A home is only as strong as its weakest opening. The plan we build addresses every entry point in the home ignition zone, from the roofline down to the first five feet of ground, and your matched crew handles the work.
Open or large-mesh vents are one of the most common ways embers enter an attic and burn a home from the inside out.

Embers collect in valleys, edges and gutters, the places where roof debris ignites and carries fire to the structure.

The space beneath a deck traps embers and stored combustibles, turning an outdoor feature into an ignition trap.

Lower siding courses and combustible trim give surface fire a foothold against the structure.

Single-pane and large-pane windows can fail under radiant heat, opening the interior to flame and embers.

The noncombustible five feet against the wall is the single highest-impact area, because most homes ignite from embers landing close to the structure.

Research from post-fire investigations across the wildland-urban interface consistently shows that the great majority of homes destroyed in wildfires ignite from embers and surface fire near the house, not from the radiant heat of the main fire front. That's good news: ember vulnerabilities are physical, specific and fixable. A house with screened vents, a clean Class A roof, a noncombustible five-foot perimeter and protected decks is dramatically more likely to be standing when you return.
Decades of bark-beetle mortality have left stands of dead, resin-rich timber across Colorado's high country. These fuels throw enormous volumes of embers far ahead of the main fire, sometimes more than a mile, which is exactly why the structure itself must be hardened. The same downslope wind events that drive Front Range fires also drive embers horizontally into soffit vents, deck gaps and gutters. And in Colorado Springs, Boulder County, El Paso County and the foothills, homes sit close together within the wildland-urban interface, so one ignited home throws embers at the next and neighborhood-scale hardening multiplies everyone's odds. We work to NFPA 1144 and Colorado State Forest Service guidance, and we align upgrades to the IBHS Wildfire Prepared Home standard so your work counts toward recognition, insurance discounts and grant reimbursement. Home hardening pairs best with defensible space around the property and a wildfire risk assessment to prioritize the highest-impact upgrades.
We walk the full home ignition zone, score vulnerabilities against NFPA 1144 and Wildfire Prepared Home criteria, and photograph every finding.
You get a written, prioritized plan that puts the highest-impact, lowest-cost items first, usually vents, Zone 0 and gutters before larger retrofits.
Your matched crew retrofits vents, installs gutter guards, addresses decks and siding, and clears the noncombustible perimeter to spec.
We deliver before/after photo documentation formatted for insurers, the Colorado tax credit and Wildfire Partners certification.
Colorado homeowners can claim a 25% state wildfire mitigation tax credit (up to $625 per year), and many qualify for CSFS cost-share grants and Wildfire Partners rebates. We itemize and document your project so it qualifies.
See Insurance & Grantsof qualifying home-hardening costs back as a Colorado income tax credit, up to $625 per year.
Colorado State Forest Service cost-share grants help offset ember-resistant retrofits and mitigation work.
Rebates for completing certified hardening actions, with need-based assistance available.
FAQ
Home hardening is upgrading the most ignition-prone parts of a house, vents, roof, gutters, decks, siding and the first five feet around it, so that wind-driven embers cannot find a way in. Embers, not direct flame, destroy the majority of homes lost in Colorado wildfires, so hardening targets those ember entry points.
Zone 0 is the noncombustible five-foot ember-resistant zone immediately around your home. Keeping it free of bark mulch, woodpiles, plants and combustible fencing within five feet of the wall is the single highest-impact step you can take, because most homes ignite from embers landing close to the structure rather than from the flame front itself.
Not always. Many Colorado homes already have a Class A roof covering. We assess the roof, the edges, valleys and gutters where embers collect, and recommend the most cost-effective path, which is often gutter guards, metal edge details and debris removal rather than a full replacement.
Yes. Insurers increasingly recognize ember-resistant retrofits and programs such as Wildfire Prepared Home. We photo-document every upgrade so you can submit it for non-renewal disputes, premium discounts, the Colorado wildfire mitigation tax credit and Wildfire Partners certification.
The crew we match you with replaces or retrofits attic, soffit, gable and crawlspace vents with 1/8-inch noncombustible metal mesh or listed ember-resistant vents. Open or large-mesh vents are one of the most common ways embers enter an attic and burn a home from the inside out.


__WORK REQUEST__
Copy out lines with the word "will" from the material that follows.

__TASK MATERIAL__
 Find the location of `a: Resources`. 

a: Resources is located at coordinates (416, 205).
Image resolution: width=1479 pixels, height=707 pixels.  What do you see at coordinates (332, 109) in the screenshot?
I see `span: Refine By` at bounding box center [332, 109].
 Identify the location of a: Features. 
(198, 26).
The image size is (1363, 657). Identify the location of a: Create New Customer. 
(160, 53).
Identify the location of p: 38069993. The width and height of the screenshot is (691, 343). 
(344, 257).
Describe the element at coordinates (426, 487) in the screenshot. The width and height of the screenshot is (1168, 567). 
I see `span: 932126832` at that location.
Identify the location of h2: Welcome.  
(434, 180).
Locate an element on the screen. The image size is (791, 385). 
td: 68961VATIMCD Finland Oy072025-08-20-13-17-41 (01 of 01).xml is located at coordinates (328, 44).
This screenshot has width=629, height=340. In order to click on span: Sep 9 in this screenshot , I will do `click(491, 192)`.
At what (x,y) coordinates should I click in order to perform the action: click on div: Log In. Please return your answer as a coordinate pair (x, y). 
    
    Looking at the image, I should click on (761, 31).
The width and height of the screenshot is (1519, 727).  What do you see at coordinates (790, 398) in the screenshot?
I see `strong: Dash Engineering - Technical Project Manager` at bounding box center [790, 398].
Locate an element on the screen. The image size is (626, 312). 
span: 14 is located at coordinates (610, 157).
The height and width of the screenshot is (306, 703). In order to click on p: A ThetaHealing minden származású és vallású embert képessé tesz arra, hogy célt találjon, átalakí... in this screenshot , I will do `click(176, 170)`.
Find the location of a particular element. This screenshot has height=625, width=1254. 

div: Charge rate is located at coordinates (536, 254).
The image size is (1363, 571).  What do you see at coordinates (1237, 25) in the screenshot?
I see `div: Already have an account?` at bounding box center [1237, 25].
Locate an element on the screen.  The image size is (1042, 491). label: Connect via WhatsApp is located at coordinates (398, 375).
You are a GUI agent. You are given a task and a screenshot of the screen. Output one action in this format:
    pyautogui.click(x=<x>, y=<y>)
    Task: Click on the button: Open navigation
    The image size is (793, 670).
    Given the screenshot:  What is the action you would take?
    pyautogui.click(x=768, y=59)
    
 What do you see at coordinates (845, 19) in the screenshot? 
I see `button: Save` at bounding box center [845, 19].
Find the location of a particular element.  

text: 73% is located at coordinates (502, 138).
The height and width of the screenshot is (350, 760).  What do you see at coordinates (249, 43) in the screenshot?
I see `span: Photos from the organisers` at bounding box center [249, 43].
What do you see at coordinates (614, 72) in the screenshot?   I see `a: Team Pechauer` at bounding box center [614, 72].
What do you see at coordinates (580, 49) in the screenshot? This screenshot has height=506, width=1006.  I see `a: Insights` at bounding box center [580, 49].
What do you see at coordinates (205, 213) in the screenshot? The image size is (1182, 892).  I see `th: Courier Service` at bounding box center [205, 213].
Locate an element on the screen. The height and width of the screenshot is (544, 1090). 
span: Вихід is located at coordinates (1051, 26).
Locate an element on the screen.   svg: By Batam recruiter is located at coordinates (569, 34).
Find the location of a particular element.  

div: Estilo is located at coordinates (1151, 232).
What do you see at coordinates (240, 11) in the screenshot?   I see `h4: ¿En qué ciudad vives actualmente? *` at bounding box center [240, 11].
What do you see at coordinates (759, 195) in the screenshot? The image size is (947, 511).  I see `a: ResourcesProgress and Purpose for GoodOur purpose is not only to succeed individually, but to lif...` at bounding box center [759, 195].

__ANSWER SPACE__
This screenshot has width=629, height=340. In order to click on span: Sep 9 in this screenshot , I will do `click(491, 192)`.
The height and width of the screenshot is (306, 703). In order to click on p: A ThetaHealing minden származású és vallású embert képessé tesz arra, hogy célt találjon, átalakí... in this screenshot , I will do `click(176, 170)`.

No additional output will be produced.